Further reading

McDiarmid MA, et al. Health Effects of Depleted Uranium on Exposed Gulf War Veterans: A 10-Year Follow-Up.
Journal of Toxicology and Environmental Health, Part A, 2004;67:277–296

Squibb K, McDiarmid MA.
Depleted uranium exposure and health effects in Gulf War Veterans. Philosophical
Transactions of the Royal Society B: Biological Sciences
, 2006;361:639-648.
Oct 15, 2006—Media reports of increased
leukemia rates among Italian soldiers serving
in the Balkans during the early 1990s
triggered concern about a “Balkans
Syndrome” and led to studies of whether
exposure to battlefield debris from depleted
uranium (DU) armor-piercing weapons may
increase cancer risk.

But now, a study of 14,000 Danish soldiers
deployed to the Balkans between 1992 and
2001 casts new doubt on such a connection
(
European Journal of Cancer 2006;42:2355-
2358). The research team, headed by Hans
Storm of the Danish Cancer Society and Hans
Ole Jorgensen of Danish Defense Health
Services, reports no statistically significant
elevations in leukemia incidence among
Danish veterans.

"Cancer incidence [overall] is not increased
among Danish military personnel deployed to
the Balkans," the authors conclude. They note
that long-term follow-up work will be needed to
be certain.

While overall cancer rates are not elevated,
the authors identified a six-fold elevation over
expected rates of bone cancer incidence
among men. Four cases of bone cancer were
diagnosed; no cases had been expected in
this population, based on rates seen among
Danish men.  

Three of the four bone cancers identified in
the study were diagnosed within a year of
deployment. Because bone cancers are
believed to require several years to develop
after radiation exposure, the authors doubt
that Balkans deployments are to blame.

"Exposure in the Balkans is unlikely to be
behind these findings and the cause of these
cancers must be found years before
deployment," Storm says.

Others agree. "One to two years is too short a
latency period for bone cancer," says
professor Katherine Squibb, an epidemiologist
and Director of the Toxicology Training
Program at the University of Maryland.

"Elevated rates have not been reported for
bone cancers in DU-exposed cohorts that
have been studied," she says.

The National Academy of Science's Institute of
Medicine (
IOM) concludes in a 2000 report
that there is insufficient evidence to determine
whether or not an association exists between
uranium exposure and bone cancer or leukem-
ia.
Danish Study Casts Doubt on Leukemia Risk from Balkans Military Deployments
No excess leukemia reported among vets—but an unexpected elevation in bone cancer rate
Statistical details
Study sample: 13,552 male soldiers, 460 female soldiers
SIRs calculated using Danish civilian population data

Standardized Incidence Ratios:
male cancers: [patient n=84]; 0.9; CI: 0.9,1.1
male bone cancers: [n=4]; 6.0, CI: 1.6, 15.3  
male leukemias: [n=4 (all lymphoid)]; 1.4, CI:0.4-3.5
female cancers: [n=12]; 1.7; CI: 0.9-3.0
Melissa McDiarmid, medical director of the Veterans
Affairs Depleted Uranium Follow-up Program in Baltimore,
says the VA will continue to study DU's effects on bone
biomarkers. "The relative lack of findings in occupational
cohorts weaken, although they do not completely nullify,
the argument for uranium being a cause of bone cancer,"
she t
ells epiNews.  

Had Danish soldiers encountered significant radiation
exposures in the Balkans, Storm argues, an excess of
leukemias would be expected. None was identified. No
cases of myeloid leukemia were found and only four
cases of lymphoid leukemia were identified. Lymphoid-
specific leukemia rates were not reported in the study.

The absence of a link between Balkans deployment and
leukemia agrees with a previously published study of
Swedish soldiers (
Occupational and Environmental
Medicine 2004;61:171-173). To date, no peer-reviewed
epidemiological analysis has confirmed media reports of
elevated leukemia rates in soldiers deployed to the
Balkans.

Because military cancer rates were compared with the
entire Danish population, it is possible that the analysis
(like any comparison of military and civilian cancer rates)
suffers from a "
healthy worker" effect, obscuring real
elevations in military cancer rates. This problem can be
avoided, researchers tell epiNews, by comparing disease
rates of individuals exposed to specific military
deploy-ments with other, unexposed military populations.

The study was supported by the Danish Cancer Society
and the Danish Defence Health Services.  Professor
Squibb, who was not involved in the Danish study,
receives financial support from the US Dept of Veterans
Affairs. She did not speak to epiNews on behalf of the VA.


Task description: The whole of the data, every line, should come back exactly the same.

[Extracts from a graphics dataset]

------------------------------

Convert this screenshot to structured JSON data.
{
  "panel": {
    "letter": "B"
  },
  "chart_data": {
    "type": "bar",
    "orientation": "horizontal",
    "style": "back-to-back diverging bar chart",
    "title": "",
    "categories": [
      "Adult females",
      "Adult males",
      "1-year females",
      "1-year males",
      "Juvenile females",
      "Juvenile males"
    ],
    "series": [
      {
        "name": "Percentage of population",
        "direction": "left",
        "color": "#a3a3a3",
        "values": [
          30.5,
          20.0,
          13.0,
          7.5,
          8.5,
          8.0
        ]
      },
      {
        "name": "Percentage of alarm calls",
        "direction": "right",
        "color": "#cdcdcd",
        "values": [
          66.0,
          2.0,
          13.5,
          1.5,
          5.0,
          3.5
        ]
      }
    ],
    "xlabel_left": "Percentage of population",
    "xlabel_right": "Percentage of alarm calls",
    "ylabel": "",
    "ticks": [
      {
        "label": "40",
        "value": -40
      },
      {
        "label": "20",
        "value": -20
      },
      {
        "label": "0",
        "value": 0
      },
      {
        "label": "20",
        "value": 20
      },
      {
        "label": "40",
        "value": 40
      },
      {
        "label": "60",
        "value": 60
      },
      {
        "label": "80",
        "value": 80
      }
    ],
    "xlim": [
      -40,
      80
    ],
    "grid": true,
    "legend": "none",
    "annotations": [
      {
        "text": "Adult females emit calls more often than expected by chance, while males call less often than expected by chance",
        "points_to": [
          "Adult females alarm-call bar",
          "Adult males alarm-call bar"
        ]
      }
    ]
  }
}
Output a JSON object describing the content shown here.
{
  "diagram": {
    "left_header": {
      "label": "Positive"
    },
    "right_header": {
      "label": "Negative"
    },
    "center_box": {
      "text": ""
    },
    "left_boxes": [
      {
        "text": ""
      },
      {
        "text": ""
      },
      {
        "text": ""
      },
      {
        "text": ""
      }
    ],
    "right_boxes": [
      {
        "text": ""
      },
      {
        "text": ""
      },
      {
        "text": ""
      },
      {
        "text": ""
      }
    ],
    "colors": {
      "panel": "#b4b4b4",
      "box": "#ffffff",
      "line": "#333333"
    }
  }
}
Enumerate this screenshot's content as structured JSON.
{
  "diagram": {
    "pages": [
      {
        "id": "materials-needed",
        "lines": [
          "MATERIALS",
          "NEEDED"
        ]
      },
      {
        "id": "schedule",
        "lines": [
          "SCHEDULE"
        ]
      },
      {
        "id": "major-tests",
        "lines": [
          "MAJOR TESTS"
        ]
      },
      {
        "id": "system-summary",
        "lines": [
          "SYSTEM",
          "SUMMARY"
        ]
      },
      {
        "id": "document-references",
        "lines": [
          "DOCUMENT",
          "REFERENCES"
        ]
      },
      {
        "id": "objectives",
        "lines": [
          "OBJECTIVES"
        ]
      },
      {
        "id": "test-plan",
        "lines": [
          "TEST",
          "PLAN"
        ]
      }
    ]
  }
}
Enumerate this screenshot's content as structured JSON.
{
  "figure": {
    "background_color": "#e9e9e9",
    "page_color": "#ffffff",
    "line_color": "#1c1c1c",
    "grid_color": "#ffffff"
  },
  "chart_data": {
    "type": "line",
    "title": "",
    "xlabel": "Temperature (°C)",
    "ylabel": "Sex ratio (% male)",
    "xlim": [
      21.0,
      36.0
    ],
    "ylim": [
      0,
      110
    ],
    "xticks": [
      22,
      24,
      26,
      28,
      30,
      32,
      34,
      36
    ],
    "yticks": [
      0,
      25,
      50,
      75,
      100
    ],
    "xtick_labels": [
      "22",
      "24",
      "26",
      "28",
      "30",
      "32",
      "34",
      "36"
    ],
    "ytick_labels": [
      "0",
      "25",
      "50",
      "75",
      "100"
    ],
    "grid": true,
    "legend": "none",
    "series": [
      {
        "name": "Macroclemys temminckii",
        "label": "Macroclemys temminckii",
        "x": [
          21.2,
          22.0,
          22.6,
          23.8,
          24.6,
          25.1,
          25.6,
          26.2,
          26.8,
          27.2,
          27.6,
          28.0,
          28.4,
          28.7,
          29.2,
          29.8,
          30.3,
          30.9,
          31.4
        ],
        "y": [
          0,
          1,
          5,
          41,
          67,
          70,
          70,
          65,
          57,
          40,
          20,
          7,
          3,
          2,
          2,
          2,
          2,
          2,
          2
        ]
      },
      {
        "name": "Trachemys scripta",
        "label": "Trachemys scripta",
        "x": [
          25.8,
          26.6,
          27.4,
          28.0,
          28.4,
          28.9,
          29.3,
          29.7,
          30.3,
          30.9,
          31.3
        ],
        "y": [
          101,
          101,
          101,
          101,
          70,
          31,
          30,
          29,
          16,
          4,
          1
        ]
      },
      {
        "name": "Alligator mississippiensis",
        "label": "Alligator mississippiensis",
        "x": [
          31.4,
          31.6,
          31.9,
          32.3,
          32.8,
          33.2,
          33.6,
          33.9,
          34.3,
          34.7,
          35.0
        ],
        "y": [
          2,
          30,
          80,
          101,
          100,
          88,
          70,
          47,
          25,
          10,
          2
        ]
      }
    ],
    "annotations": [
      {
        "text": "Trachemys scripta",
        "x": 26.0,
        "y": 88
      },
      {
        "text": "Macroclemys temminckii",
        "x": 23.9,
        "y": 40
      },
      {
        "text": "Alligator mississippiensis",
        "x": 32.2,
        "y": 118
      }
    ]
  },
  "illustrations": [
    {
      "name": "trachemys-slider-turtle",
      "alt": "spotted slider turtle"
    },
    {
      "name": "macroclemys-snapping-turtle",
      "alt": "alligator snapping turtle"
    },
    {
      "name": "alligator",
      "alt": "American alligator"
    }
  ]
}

------------------------------

Task output:
Convert this screenshot to structured JSON data.
{
  "panel": {
    "letter": "B"
  },
  "chart_data": {
    "type": "bar",
    "orientation": "horizontal",
    "style": "back-to-back diverging bar chart",
    "title": "",
    "categories": [
      "Adult females",
      "Adult males",
      "1-year females",
      "1-year males",
      "Juvenile females",
      "Juvenile males"
    ],
    "series": [
      {
        "name": "Percentage of population",
        "direction": "left",
        "color": "#a3a3a3",
        "values": [
          30.5,
          20.0,
          13.0,
          7.5,
          8.5,
          8.0
        ]
      },
      {
        "name": "Percentage of alarm calls",
        "direction": "right",
        "color": "#cdcdcd",
        "values": [
          66.0,
          2.0,
          13.5,
          1.5,
          5.0,
          3.5
        ]
      }
    ],
    "xlabel_left": "Percentage of population",
    "xlabel_right": "Percentage of alarm calls",
    "ylabel": "",
    "ticks": [
      {
        "label": "40",
        "value": -40
      },
      {
        "label": "20",
        "value": -20
      },
      {
        "label": "0",
        "value": 0
      },
      {
        "label": "20",
        "value": 20
      },
      {
        "label": "40",
        "value": 40
      },
      {
        "label": "60",
        "value": 60
      },
      {
        "label": "80",
        "value": 80
      }
    ],
    "xlim": [
      -40,
      80
    ],
    "grid": true,
    "legend": "none",
    "annotations": [
      {
        "text": "Adult females emit calls more often than expected by chance, while males call less often than expected by chance",
        "points_to": [
          "Adult females alarm-call bar",
          "Adult males alarm-call bar"
        ]
      }
    ]
  }
}
Output a JSON object describing the content shown here.
{
  "diagram": {
    "left_header": {
      "label": "Positive"
    },
    "right_header": {
      "label": "Negative"
    },
    "center_box": {
      "text": ""
    },
    "left_boxes": [
      {
        "text": ""
      },
      {
        "text": ""
      },
      {
        "text": ""
      },
      {
        "text": ""
      }
    ],
    "right_boxes": [
      {
        "text": ""
      },
      {
        "text": ""
      },
      {
        "text": ""
      },
      {
        "text": ""
      }
    ],
    "colors": {
      "panel": "#b4b4b4",
      "box": "#ffffff",
      "line": "#333333"
    }
  }
}
Enumerate this screenshot's content as structured JSON.
{
  "diagram": {
    "pages": [
      {
        "id": "materials-needed",
        "lines": [
          "MATERIALS",
          "NEEDED"
        ]
      },
      {
        "id": "schedule",
        "lines": [
          "SCHEDULE"
        ]
      },
      {
        "id": "major-tests",
        "lines": [
          "MAJOR TESTS"
        ]
      },
      {
        "id": "system-summary",
        "lines": [
          "SYSTEM",
          "SUMMARY"
        ]
      },
      {
        "id": "document-references",
        "lines": [
          "DOCUMENT",
          "REFERENCES"
        ]
      },
      {
        "id": "objectives",
        "lines": [
          "OBJECTIVES"
        ]
      },
      {
        "id": "test-plan",
        "lines": [
          "TEST",
          "PLAN"
        ]
      }
    ]
  }
}
Enumerate this screenshot's content as structured JSON.
{
  "figure": {
    "background_color": "#e9e9e9",
    "page_color": "#ffffff",
    "line_color": "#1c1c1c",
    "grid_color": "#ffffff"
  },
  "chart_data": {
    "type": "line",
    "title": "",
    "xlabel": "Temperature (°C)",
    "ylabel": "Sex ratio (% male)",
    "xlim": [
      21.0,
      36.0
    ],
    "ylim": [
      0,
      110
    ],
    "xticks": [
      22,
      24,
      26,
      28,
      30,
      32,
      34,
      36
    ],
    "yticks": [
      0,
      25,
      50,
      75,
      100
    ],
    "xtick_labels": [
      "22",
      "24",
      "26",
      "28",
      "30",
      "32",
      "34",
      "36"
    ],
    "ytick_labels": [
      "0",
      "25",
      "50",
      "75",
      "100"
    ],
    "grid": true,
    "legend": "none",
    "series": [
      {
        "name": "Macroclemys temminckii",
        "label": "Macroclemys temminckii",
        "x": [
          21.2,
          22.0,
          22.6,
          23.8,
          24.6,
          25.1,
          25.6,
          26.2,
          26.8,
          27.2,
          27.6,
          28.0,
          28.4,
          28.7,
          29.2,
          29.8,
          30.3,
          30.9,
          31.4
        ],
        "y": [
          0,
          1,
          5,
          41,
          67,
          70,
          70,
          65,
          57,
          40,
          20,
          7,
          3,
          2,
          2,
          2,
          2,
          2,
          2
        ]
      },
      {
        "name": "Trachemys scripta",
        "label": "Trachemys scripta",
        "x": [
          25.8,
          26.6,
          27.4,
          28.0,
          28.4,
          28.9,
          29.3,
          29.7,
          30.3,
          30.9,
          31.3
        ],
        "y": [
          101,
          101,
          101,
          101,
          70,
          31,
          30,
          29,
          16,
          4,
          1
        ]
      },
      {
        "name": "Alligator mississippiensis",
        "label": "Alligator mississippiensis",
        "x": [
          31.4,
          31.6,
          31.9,
          32.3,
          32.8,
          33.2,
          33.6,
          33.9,
          34.3,
          34.7,
          35.0
        ],
        "y": [
          2,
          30,
          80,
          101,
          100,
          88,
          70,
          47,
          25,
          10,
          2
        ]
      }
    ],
    "annotations": [
      {
        "text": "Trachemys scripta",
        "x": 26.0,
        "y": 88
      },
      {
        "text": "Macroclemys temminckii",
        "x": 23.9,
        "y": 40
      },
      {
        "text": "Alligator mississippiensis",
        "x": 32.2,
        "y": 118
      }
    ]
  },
  "illustrations": [
    {
      "name": "trachemys-slider-turtle",
      "alt": "spotted slider turtle"
    },
    {
      "name": "macroclemys-snapping-turtle",
      "alt": "alligator snapping turtle"
    },
    {
      "name": "alligator",
      "alt": "American alligator"
    }
  ]
}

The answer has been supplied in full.